Burma frees Suu Kyi doctor

Burma’s military rulers have released the personal doctor of jailed opposition leader Aung San Suu Kyi, who goes on trial tomorrow for allegedly violating terms of her house arrest.

Burma’s military rulers have released the personal doctor of jailed opposition leader Aung San Suu Kyi, who goes on trial tomorrow for allegedly violating terms of her house arrest.

Authorities accuse Suu Kyi, a Nobel Peace Prize laureate, of harbouring an American man who swam secretly across a lake to her house earlier in the month.

Her personal physician, Tin Myo Win, was taken from his home by police on May 7, a day after American John William Yettaw was arrested near Suu Kyi’s lakeside residence, where she has been detained for more than 13 of the last 19 years.

Today a family member said the doctor had come home.

“He is fine,” said the family member.

Suu Kyi, 63, was charged on Thursday with violating her house arrest by sheltering Yettaw, reportedly a Vietnam War-era veteran, who will also be tried along with two female assistants who have been with Suu Kyi since 2003.

It is not known why Tin Myo Win was arrested. A spokesman for Suu Kyi’s National League for Democracy earlier said the doctor’s detention may have been related to the American swimmer, who has been labelled a “fool” by the pro-democracy movement.

Suu Kyi had been scheduled to be freed May 27 after six consecutive years of house arrest but now faces up to five years in prison if convicted.

Her latest arrest has sparked a storm of international appeals to Burma’s government to free her and to restore democracy in the country, which has been under military rule since 1962.

Philippine Foreign Affairs Secretary Alberto Romulo said today that his government was “deeply troubled and outraged” over “trumped up charges” against Suu Kyi.

“We urge the government to resolve the matter speedily and to release Aung San Suu Kyi immediately and unconditionally,” he said.

Normally, members of the 10-country Association of Southeast Asian Nations, which includes Burma, refrain from criticising one another.

Suu Kyi’s lawyer, Kyi Win, was allowed to meet privately with her yesterday at Insein prison, where the four are being held.

“Suu recounted the events from the time that fellow (Yettaw) came into the house and how she had asked him to leave,” Kyi Win said today.

“After listening to the sequence of events, it is very clear that there is no breach of conditions of her restrictions,” Kyi Win said.

Kyi Win will be one of several lawyers defending Suu Kyi.

Exactly why Yettaw, of Falcon, Missouri, swam across the lake to see Suu Kyi remains unclear. After leaving, he was fished out of the lake about 1.2 miles from her home and taken into custody.

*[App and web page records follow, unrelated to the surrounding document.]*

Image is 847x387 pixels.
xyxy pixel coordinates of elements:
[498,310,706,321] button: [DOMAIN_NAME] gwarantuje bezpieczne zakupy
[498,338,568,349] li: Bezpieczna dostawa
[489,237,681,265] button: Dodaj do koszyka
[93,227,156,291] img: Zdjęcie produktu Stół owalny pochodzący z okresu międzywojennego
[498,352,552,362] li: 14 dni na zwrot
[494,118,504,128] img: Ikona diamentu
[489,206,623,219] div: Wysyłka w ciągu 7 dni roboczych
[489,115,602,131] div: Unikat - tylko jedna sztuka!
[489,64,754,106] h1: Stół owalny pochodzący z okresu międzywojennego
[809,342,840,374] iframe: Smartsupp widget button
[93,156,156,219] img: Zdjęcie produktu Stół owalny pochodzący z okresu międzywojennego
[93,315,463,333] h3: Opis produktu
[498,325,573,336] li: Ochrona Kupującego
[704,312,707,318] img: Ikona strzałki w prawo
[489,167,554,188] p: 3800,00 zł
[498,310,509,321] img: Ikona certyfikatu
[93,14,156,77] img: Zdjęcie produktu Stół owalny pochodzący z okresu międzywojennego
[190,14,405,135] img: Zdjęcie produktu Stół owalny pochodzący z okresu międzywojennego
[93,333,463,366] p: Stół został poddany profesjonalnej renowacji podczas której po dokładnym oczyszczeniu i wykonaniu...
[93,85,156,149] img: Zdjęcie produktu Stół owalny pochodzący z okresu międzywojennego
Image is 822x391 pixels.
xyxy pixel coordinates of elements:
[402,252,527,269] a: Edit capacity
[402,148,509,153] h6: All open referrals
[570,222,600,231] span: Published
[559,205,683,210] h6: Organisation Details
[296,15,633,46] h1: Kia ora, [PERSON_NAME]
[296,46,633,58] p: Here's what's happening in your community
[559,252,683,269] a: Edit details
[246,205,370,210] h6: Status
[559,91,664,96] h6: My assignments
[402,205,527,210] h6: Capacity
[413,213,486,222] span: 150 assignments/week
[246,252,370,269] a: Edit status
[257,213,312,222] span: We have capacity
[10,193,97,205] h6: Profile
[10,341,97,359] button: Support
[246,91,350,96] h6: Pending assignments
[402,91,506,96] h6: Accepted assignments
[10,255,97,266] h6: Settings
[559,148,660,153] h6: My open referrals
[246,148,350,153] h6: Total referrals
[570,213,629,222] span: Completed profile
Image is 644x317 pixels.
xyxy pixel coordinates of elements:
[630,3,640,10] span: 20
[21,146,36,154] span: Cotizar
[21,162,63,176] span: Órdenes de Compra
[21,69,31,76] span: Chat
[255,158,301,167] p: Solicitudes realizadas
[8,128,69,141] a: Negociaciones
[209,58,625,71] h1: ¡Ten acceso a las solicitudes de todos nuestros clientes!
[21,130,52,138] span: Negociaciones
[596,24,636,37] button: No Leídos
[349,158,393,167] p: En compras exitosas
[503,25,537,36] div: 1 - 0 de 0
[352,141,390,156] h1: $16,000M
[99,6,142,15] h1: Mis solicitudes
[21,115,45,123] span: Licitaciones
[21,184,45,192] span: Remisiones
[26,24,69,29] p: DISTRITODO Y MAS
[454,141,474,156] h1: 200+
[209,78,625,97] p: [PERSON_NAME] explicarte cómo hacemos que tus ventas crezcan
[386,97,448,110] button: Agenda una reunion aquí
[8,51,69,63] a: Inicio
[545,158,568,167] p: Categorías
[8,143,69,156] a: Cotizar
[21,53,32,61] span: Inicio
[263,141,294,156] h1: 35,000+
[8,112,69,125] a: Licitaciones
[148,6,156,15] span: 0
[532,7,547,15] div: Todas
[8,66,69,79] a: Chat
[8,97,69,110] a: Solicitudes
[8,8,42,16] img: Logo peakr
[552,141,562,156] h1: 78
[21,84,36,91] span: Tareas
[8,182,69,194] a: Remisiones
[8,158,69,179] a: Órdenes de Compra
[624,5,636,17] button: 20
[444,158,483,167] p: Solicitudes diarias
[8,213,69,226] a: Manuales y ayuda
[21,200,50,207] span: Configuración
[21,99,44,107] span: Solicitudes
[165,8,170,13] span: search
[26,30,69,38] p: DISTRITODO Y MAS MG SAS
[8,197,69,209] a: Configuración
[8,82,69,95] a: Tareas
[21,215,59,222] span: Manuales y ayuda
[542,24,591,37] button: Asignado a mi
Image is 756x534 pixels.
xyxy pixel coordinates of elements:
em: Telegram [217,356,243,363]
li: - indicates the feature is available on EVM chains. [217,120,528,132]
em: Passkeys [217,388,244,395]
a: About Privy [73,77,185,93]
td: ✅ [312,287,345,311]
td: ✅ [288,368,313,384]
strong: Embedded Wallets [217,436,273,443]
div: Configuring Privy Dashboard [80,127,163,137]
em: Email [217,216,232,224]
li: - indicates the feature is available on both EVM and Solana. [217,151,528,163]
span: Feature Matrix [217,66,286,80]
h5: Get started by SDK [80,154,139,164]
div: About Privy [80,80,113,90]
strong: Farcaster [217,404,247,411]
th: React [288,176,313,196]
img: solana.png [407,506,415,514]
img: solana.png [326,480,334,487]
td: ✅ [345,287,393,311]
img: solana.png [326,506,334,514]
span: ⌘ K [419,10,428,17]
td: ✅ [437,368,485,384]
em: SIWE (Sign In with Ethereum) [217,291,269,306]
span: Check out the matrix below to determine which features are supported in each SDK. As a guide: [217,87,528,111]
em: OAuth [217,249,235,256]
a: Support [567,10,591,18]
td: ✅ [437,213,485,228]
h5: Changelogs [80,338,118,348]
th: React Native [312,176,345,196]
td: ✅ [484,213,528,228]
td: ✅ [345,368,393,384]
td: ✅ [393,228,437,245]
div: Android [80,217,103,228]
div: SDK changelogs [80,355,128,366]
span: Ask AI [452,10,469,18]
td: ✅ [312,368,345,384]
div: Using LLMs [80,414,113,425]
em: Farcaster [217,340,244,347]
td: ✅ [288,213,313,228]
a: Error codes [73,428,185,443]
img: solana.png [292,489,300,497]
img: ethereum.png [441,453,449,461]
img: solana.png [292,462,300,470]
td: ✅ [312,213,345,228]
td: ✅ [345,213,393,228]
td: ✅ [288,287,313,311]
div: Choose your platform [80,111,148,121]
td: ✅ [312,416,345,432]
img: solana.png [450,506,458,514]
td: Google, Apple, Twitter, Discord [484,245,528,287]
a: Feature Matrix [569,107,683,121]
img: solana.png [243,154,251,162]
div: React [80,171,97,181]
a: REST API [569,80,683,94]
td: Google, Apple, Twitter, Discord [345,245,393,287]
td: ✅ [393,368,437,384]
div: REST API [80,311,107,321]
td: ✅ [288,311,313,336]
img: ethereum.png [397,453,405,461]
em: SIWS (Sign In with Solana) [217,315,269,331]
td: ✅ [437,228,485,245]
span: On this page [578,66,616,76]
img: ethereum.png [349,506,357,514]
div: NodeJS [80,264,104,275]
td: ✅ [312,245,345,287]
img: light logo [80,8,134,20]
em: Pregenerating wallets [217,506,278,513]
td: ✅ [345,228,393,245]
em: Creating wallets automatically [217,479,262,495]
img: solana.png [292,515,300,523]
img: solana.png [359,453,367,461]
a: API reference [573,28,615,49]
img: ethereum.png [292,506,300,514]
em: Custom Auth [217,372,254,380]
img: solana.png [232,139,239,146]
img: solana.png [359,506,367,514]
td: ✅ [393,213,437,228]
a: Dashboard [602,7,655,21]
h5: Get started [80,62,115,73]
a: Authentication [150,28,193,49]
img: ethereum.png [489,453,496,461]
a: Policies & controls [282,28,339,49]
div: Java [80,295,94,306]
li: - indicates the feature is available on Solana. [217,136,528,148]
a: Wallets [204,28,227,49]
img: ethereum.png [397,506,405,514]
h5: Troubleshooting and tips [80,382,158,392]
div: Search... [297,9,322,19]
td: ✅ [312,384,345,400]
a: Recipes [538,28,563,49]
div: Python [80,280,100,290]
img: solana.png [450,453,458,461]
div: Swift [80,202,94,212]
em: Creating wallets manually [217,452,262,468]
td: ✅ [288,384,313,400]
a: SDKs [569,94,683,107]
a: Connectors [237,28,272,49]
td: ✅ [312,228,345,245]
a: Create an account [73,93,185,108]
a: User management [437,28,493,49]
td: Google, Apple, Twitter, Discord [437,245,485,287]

His wife, Betty Yettaw, described her husband as eccentric but peace-loving and “not political at all”.

According to his ex-wife Yvonne Yettaw, he said he went to Asia to work on a psychology paper about forgiveness.

She described him as a “charmer,” but said he suffered from post-traumatic stress disorder and a head wound during his military service as a “very young” man.

While Yettaw was in Thailand, “Burma caught his attention,” she said. “There really is not politics behind this. He does not have a political agenda and meant her absolutely no harm.”

His former wife said Yettaw belongs to the Church of Jesus Christ of Latter-day Saints, commonly known as the Mormons, adding that it was unlikely he was in Southeast Asia to proselytise for the church or convert the Nobel laureate.

But a police report on the case against Suu Kyi said that on another secret visit to Suu Kyi last November, he left a Book of Mormon, the religion’s sacred text, in her compound “with intention for her to read (it)”.

The report, made available by the Washington-based activist group US Campaign for Burma, said that on Yettaw’s latest visit, Suu Kyi allowed him to stay at her residence until the night of May 5, speaking with him and providing him with food and drinks.